I agree! Ten years ago, we had netbooks with adequate performance for many tasks, and battery life of 10+ hours. Given the advances in CPUs since then, we should be able to pack similar performance onto much smaller CPUs, using much less power. Screens have also advanced since then.
Where are the super thin and light laptops that allow me to write emails, do light coding and browsing and SSH into other devices with 50 hours of battery life?
> Where are the super thin and light laptops that allow me to write emails, do light coding and browsing and SSH into other devices with 50 hours of battery life?
They got eaten by tablets. We used to have netbooks and subnotebooks, but they were too weak for mainline Windows after XP (perfectly adequate with Linux, tho), and there wasn't a clear path forward for them.
These days, iPads and Android convertibles with keyboard covers are reasonably okay for the use case, if you don't need full lap-top ergonomics (they definitely benefit from a proper table).
ARM-based laptops (Apple and otherwise) are slooowly closing that gap again, but you're "only" looking at ~20 hours battery life, last I checked. Which is still better than the last batch of subnotebooks ca. 2010, which needed like 3lbs of batteries to reach that same endurance with a dual-core 1GHz Core Duo and less RAM than your average modern tablet.
You don't need 50hr of battery life. If you're on a network, you're near power of some kind. Laptops these days use less than 10W in light usage and will run off anything with a USB power port.
This is a "solved problem" by the mainstream retail PC manufacturers...
> If you're on a network, you're near power of some kind.
Unless you're not, because you're using an LTE modem, or inflight wifi on an aircraft without in-seat power, or any of a number of other real world scenarios.
Where are the super thin and light laptops that allow me to write emails, do light coding and browsing and SSH into other devices with 50 hours of battery life?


## Requirement:
Check which lines of the entries that follow hold "absolute", then give the number of those lines and nothing more.

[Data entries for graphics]
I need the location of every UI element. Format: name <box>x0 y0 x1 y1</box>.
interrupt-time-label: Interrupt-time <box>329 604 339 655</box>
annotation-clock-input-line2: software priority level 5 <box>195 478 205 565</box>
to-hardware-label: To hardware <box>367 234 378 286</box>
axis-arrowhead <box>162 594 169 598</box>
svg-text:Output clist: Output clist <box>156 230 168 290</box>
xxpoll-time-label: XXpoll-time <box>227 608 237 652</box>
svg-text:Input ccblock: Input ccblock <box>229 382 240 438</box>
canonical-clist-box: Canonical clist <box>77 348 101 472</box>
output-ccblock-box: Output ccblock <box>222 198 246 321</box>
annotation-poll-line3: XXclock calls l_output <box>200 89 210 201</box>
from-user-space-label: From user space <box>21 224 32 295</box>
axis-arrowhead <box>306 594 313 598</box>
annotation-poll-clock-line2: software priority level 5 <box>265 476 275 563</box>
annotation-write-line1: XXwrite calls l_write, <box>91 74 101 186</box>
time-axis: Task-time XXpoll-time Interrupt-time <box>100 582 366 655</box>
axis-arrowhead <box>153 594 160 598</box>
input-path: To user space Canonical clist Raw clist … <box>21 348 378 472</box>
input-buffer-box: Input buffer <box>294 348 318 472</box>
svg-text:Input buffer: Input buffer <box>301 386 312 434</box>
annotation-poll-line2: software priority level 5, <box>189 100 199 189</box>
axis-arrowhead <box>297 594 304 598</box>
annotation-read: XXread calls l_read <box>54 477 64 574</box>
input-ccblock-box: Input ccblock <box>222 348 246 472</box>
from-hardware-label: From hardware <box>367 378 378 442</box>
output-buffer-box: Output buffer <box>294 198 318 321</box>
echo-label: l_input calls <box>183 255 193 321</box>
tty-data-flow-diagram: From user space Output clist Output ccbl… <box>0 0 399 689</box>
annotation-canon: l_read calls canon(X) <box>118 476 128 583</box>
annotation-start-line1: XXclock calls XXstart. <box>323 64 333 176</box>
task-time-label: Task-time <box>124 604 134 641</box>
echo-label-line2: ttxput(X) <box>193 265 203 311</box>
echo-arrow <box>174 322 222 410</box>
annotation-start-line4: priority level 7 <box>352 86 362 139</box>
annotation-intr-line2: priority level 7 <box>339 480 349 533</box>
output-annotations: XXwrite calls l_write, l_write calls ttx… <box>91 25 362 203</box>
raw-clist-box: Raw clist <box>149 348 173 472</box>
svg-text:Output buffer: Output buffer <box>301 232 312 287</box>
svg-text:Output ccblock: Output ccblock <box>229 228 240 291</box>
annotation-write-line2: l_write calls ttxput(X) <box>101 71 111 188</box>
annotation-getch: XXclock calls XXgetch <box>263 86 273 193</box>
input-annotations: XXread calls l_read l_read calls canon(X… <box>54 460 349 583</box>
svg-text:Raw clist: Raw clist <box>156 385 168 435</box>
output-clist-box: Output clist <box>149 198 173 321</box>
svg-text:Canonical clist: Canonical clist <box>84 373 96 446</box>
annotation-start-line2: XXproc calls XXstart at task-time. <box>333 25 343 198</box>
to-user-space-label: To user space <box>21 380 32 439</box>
--
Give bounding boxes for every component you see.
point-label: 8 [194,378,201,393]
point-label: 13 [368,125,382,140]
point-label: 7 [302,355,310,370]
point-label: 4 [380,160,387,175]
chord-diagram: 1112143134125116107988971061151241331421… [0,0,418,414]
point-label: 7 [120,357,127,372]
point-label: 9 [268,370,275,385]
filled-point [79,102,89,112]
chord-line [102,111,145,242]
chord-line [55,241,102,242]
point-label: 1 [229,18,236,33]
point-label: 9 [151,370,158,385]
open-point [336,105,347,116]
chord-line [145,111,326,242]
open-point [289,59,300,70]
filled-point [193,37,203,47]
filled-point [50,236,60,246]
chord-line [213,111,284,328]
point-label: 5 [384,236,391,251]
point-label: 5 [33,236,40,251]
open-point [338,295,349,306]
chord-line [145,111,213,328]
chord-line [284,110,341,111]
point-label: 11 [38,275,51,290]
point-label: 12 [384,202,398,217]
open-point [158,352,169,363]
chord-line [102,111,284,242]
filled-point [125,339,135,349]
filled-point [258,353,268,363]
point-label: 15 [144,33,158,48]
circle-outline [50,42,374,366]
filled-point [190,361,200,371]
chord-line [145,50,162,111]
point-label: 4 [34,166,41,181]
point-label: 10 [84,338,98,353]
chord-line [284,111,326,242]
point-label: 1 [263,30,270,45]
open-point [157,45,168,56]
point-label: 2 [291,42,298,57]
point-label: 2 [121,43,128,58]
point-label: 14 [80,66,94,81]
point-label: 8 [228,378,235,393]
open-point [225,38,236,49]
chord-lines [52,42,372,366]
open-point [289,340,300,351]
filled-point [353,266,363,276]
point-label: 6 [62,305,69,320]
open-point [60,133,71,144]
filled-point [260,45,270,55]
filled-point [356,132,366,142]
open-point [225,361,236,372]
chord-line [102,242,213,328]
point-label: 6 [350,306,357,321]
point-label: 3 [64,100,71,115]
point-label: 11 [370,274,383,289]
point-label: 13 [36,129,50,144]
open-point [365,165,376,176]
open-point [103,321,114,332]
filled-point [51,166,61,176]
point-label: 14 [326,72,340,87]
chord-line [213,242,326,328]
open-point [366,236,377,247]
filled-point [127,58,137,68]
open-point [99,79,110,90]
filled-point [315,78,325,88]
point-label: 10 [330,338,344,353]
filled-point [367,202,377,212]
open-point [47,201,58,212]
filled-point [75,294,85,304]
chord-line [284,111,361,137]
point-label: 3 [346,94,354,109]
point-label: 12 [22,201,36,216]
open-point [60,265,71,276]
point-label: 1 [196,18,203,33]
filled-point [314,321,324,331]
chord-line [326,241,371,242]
--
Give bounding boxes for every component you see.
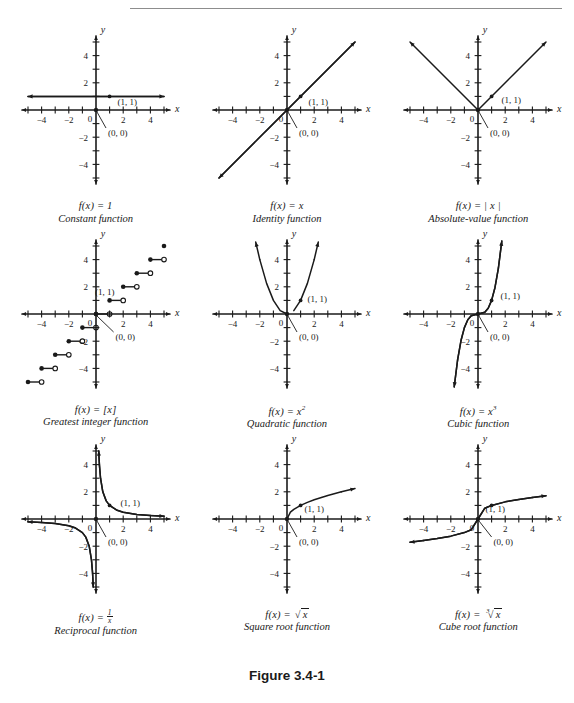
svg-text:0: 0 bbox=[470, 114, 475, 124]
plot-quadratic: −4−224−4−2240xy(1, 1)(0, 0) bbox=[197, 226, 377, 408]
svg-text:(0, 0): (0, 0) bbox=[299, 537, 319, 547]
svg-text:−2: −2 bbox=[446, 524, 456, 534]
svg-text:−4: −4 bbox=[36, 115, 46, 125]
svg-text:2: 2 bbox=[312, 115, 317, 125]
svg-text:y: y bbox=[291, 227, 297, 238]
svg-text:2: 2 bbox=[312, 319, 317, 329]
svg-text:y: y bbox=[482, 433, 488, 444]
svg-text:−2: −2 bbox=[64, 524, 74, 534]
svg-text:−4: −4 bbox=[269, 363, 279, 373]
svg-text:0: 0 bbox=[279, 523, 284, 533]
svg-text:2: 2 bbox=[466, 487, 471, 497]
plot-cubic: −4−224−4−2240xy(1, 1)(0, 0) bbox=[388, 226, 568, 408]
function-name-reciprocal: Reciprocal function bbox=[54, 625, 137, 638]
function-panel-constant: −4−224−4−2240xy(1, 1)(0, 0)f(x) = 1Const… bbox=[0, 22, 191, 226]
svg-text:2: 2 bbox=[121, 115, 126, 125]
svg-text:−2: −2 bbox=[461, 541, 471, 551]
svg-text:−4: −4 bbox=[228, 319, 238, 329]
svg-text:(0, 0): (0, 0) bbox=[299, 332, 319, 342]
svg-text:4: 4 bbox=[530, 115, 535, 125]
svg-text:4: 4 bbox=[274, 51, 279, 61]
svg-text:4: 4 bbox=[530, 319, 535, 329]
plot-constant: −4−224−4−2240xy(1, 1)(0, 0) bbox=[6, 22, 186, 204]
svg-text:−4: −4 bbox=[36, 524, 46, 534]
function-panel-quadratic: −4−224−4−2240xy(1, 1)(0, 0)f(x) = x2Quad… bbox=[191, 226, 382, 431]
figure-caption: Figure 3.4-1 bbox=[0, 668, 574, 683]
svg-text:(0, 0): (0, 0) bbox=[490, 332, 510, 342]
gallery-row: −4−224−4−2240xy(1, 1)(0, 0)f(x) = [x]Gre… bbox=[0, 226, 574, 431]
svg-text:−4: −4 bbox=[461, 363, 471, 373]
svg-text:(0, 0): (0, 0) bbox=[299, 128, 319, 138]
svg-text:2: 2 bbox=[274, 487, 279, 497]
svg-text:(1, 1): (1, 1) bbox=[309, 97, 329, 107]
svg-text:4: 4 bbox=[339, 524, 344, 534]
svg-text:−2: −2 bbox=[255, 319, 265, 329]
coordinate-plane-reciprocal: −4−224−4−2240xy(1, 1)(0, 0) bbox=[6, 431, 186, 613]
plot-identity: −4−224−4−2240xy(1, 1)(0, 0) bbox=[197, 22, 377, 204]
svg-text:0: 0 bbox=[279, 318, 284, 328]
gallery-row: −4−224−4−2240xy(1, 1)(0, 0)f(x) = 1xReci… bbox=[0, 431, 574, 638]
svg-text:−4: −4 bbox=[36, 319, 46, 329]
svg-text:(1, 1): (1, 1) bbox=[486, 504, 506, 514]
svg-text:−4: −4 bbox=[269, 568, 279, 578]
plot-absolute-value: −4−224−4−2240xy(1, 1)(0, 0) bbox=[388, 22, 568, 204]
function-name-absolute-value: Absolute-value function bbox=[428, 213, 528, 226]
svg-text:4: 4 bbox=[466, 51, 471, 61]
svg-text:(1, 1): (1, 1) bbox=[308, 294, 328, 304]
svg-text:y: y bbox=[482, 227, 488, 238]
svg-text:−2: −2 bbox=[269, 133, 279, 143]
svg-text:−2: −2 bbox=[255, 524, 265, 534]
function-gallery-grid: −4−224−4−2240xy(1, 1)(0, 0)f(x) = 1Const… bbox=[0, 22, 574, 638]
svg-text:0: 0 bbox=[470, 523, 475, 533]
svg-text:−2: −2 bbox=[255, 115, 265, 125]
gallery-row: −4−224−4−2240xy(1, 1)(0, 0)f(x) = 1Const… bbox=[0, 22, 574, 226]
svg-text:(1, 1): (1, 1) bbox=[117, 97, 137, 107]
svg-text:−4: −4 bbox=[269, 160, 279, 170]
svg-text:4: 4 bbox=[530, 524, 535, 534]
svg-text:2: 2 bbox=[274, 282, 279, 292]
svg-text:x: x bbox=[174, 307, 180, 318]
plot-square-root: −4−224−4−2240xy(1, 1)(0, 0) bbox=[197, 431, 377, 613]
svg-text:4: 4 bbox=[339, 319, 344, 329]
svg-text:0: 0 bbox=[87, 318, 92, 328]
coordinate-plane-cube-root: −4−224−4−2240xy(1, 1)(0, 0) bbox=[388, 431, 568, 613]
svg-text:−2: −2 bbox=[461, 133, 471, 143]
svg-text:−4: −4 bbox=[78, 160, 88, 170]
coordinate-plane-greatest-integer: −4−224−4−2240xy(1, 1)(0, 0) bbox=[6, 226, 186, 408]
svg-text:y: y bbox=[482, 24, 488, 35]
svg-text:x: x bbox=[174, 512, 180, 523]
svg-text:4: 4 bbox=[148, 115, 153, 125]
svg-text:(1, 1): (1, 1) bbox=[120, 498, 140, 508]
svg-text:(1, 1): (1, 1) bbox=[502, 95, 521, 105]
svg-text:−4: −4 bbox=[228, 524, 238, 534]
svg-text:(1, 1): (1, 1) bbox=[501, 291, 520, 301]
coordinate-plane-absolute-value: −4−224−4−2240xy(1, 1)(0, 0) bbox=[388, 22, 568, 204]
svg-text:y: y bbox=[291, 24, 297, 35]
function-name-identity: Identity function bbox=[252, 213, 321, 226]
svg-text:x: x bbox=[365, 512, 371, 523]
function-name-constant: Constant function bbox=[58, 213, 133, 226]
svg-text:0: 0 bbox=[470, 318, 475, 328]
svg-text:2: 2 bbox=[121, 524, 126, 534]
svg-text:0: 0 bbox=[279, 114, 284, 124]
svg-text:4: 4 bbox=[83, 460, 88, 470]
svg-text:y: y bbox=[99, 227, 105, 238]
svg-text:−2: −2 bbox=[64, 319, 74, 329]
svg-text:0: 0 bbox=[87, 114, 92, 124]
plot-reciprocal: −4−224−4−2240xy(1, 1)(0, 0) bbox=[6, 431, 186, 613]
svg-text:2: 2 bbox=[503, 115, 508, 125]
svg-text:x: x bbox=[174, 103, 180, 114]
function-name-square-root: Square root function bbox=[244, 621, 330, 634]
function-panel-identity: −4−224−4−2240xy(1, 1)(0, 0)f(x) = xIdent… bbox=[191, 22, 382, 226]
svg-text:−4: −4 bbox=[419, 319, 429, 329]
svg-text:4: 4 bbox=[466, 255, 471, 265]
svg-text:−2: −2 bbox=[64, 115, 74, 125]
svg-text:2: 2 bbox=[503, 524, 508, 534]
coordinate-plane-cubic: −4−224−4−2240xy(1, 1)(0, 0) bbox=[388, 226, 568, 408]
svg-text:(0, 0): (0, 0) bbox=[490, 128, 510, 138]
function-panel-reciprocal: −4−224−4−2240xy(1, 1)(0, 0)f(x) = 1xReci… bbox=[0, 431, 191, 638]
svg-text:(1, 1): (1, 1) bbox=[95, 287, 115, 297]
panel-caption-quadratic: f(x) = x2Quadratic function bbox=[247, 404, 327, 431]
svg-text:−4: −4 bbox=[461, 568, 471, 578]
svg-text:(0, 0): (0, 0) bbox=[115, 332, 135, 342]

## Response to the task:
3